Friday, 8 April 2011

Working on the allotment.

How is it that you spend so much time on the allotment and get so little done.

I planted the three remaining rows of sweet peas.  Gwendaline (pink on white), Jilly(cream)  and Bristol (blue purple).  I planted them all with mychorrhizal fungi and watered them in with diluted comfrey liquid.  They are planted according to the plan.  This means that I don't have to label them in any way because I can just refer back to the plan to see what they are called.

I hoed the whole area because weed seeds were beginning to germinate.  I will have to keep the hoe going from now on.

I put  the garden line along the side of the track way, about 8 inches from the upright slabs in order to plant the American cress.  I hoed along the line then went along with the three clawed cultivator.  Finally I used the rake to produce a fine tilth for seed sowing.  The rake was used to make a v shaped hole called a drill for the seeds and the line was watered with dilute comfrey liquid.  The American cress seeds were sown thinly and the line was then covered with soil using the rake.

The same was done for the swede seeds and their line was about 12 inches away from the American Cress line.

The are both on the brassicae bed because they are in the same family as the cabbage.  I like to keep this family of plants together so that club root (Plasmodiophora brassicae) does not get established on the allotment.

The last thing that I did on the allotment was plant another row of peas.  These were watered in with dilute comfrey liquid but I did not use any more mychorrhizal fungi.  They got a good dose in the greenhouse when I was planting them.

I used more of the chicken wire to wrap around them using  the old silver birch branches  as stakes.  I tie the chicken wire on to these stakes with garden wire.

The Nemaslug nematodes have now come so tomorrow I will be watering them onto the lettuce area of the allotment.  I will cover the area that I am watering these onto with the tarpaulin to keep it damp.  The lettuce are still a little too small to  put out yet.

I really need to get some sieved compost for sowing some of my seeds into.  I will get some tomorrow.

Some more of the Golden Acre cabbages were transplanted this morning.  I doubt very much if I need any more.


* [WHAT THIS TASK INVOLVES]: Give back every line of the data, transcribed exactly.

========================================

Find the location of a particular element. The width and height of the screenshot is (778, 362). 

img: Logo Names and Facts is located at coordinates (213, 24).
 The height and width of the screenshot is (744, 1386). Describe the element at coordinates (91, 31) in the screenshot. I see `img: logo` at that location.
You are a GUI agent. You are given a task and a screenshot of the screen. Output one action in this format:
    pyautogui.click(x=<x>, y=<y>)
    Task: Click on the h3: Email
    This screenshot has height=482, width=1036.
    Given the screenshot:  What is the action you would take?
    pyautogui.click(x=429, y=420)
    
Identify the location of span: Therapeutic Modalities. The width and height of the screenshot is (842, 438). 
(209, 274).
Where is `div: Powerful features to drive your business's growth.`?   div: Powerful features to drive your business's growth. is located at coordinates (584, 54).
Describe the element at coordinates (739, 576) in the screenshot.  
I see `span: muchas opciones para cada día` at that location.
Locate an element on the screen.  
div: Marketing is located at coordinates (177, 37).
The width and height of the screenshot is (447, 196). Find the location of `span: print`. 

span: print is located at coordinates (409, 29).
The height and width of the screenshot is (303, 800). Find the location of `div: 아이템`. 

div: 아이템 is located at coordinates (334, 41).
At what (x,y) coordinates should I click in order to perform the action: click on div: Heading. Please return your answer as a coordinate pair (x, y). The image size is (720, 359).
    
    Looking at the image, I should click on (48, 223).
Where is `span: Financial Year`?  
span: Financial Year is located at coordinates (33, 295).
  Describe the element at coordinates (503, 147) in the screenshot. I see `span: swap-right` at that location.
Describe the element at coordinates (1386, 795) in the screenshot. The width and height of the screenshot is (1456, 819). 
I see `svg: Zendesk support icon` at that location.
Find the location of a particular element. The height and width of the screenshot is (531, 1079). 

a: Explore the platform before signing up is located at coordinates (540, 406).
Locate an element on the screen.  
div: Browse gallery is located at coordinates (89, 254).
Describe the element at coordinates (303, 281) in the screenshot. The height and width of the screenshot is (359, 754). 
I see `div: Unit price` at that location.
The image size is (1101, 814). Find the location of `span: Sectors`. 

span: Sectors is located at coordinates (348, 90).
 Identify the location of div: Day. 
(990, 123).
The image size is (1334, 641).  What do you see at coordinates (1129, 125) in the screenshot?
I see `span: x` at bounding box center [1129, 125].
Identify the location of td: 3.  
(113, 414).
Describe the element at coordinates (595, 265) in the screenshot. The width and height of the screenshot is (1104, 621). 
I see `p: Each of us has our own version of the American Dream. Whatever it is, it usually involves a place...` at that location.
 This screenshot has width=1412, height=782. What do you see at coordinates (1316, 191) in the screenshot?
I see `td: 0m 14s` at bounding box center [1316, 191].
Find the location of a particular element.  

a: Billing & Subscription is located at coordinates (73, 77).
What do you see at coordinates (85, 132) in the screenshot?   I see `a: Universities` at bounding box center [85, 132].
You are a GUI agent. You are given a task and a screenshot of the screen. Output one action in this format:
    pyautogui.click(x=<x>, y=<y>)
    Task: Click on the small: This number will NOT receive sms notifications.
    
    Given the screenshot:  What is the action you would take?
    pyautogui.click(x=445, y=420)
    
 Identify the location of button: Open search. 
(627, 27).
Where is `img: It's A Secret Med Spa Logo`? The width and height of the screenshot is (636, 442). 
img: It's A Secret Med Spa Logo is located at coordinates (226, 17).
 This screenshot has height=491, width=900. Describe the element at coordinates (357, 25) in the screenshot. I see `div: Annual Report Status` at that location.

========================================

* [TASK ANSWER]:
Find the location of a particular element. The width and height of the screenshot is (778, 362). 

img: Logo Names and Facts is located at coordinates (213, 24).
 The height and width of the screenshot is (744, 1386). Describe the element at coordinates (91, 31) in the screenshot. I see `img: logo` at that location.
You are a GUI agent. You are given a task and a screenshot of the screen. Output one action in this format:
    pyautogui.click(x=<x>, y=<y>)
    Task: Click on the h3: Email
    This screenshot has height=482, width=1036.
    Given the screenshot:  What is the action you would take?
    pyautogui.click(x=429, y=420)
    
Identify the location of span: Therapeutic Modalities. The width and height of the screenshot is (842, 438). 
(209, 274).
Where is `div: Powerful features to drive your business's growth.`?   div: Powerful features to drive your business's growth. is located at coordinates (584, 54).
Describe the element at coordinates (739, 576) in the screenshot.  
I see `span: muchas opciones para cada día` at that location.
Locate an element on the screen.  
div: Marketing is located at coordinates (177, 37).
The width and height of the screenshot is (447, 196). Find the location of `span: print`. 

span: print is located at coordinates (409, 29).
The height and width of the screenshot is (303, 800). Find the location of `div: 아이템`. 

div: 아이템 is located at coordinates (334, 41).
At what (x,y) coordinates should I click in order to perform the action: click on div: Heading. Please return your answer as a coordinate pair (x, y). The image size is (720, 359).
    
    Looking at the image, I should click on (48, 223).
Where is `span: Financial Year`?  
span: Financial Year is located at coordinates (33, 295).
  Describe the element at coordinates (503, 147) in the screenshot. I see `span: swap-right` at that location.
Describe the element at coordinates (1386, 795) in the screenshot. The width and height of the screenshot is (1456, 819). 
I see `svg: Zendesk support icon` at that location.
Find the location of a particular element. The height and width of the screenshot is (531, 1079). 

a: Explore the platform before signing up is located at coordinates (540, 406).
Locate an element on the screen.  
div: Browse gallery is located at coordinates (89, 254).
Describe the element at coordinates (303, 281) in the screenshot. The height and width of the screenshot is (359, 754). 
I see `div: Unit price` at that location.
The image size is (1101, 814). Find the location of `span: Sectors`. 

span: Sectors is located at coordinates (348, 90).
 Identify the location of div: Day. 
(990, 123).
The image size is (1334, 641).  What do you see at coordinates (1129, 125) in the screenshot?
I see `span: x` at bounding box center [1129, 125].
Identify the location of td: 3.  
(113, 414).
Describe the element at coordinates (595, 265) in the screenshot. The width and height of the screenshot is (1104, 621). 
I see `p: Each of us has our own version of the American Dream. Whatever it is, it usually involves a place...` at that location.
 This screenshot has width=1412, height=782. What do you see at coordinates (1316, 191) in the screenshot?
I see `td: 0m 14s` at bounding box center [1316, 191].
Find the location of a particular element.  

a: Billing & Subscription is located at coordinates (73, 77).
What do you see at coordinates (85, 132) in the screenshot?   I see `a: Universities` at bounding box center [85, 132].
You are a GUI agent. You are given a task and a screenshot of the screen. Output one action in this format:
    pyautogui.click(x=<x>, y=<y>)
    Task: Click on the small: This number will NOT receive sms notifications.
    
    Given the screenshot:  What is the action you would take?
    pyautogui.click(x=445, y=420)
    
 Identify the location of button: Open search. 
(627, 27).
Where is `img: It's A Secret Med Spa Logo`? The width and height of the screenshot is (636, 442). 
img: It's A Secret Med Spa Logo is located at coordinates (226, 17).
 This screenshot has height=491, width=900. Describe the element at coordinates (357, 25) in the screenshot. I see `div: Annual Report Status` at that location.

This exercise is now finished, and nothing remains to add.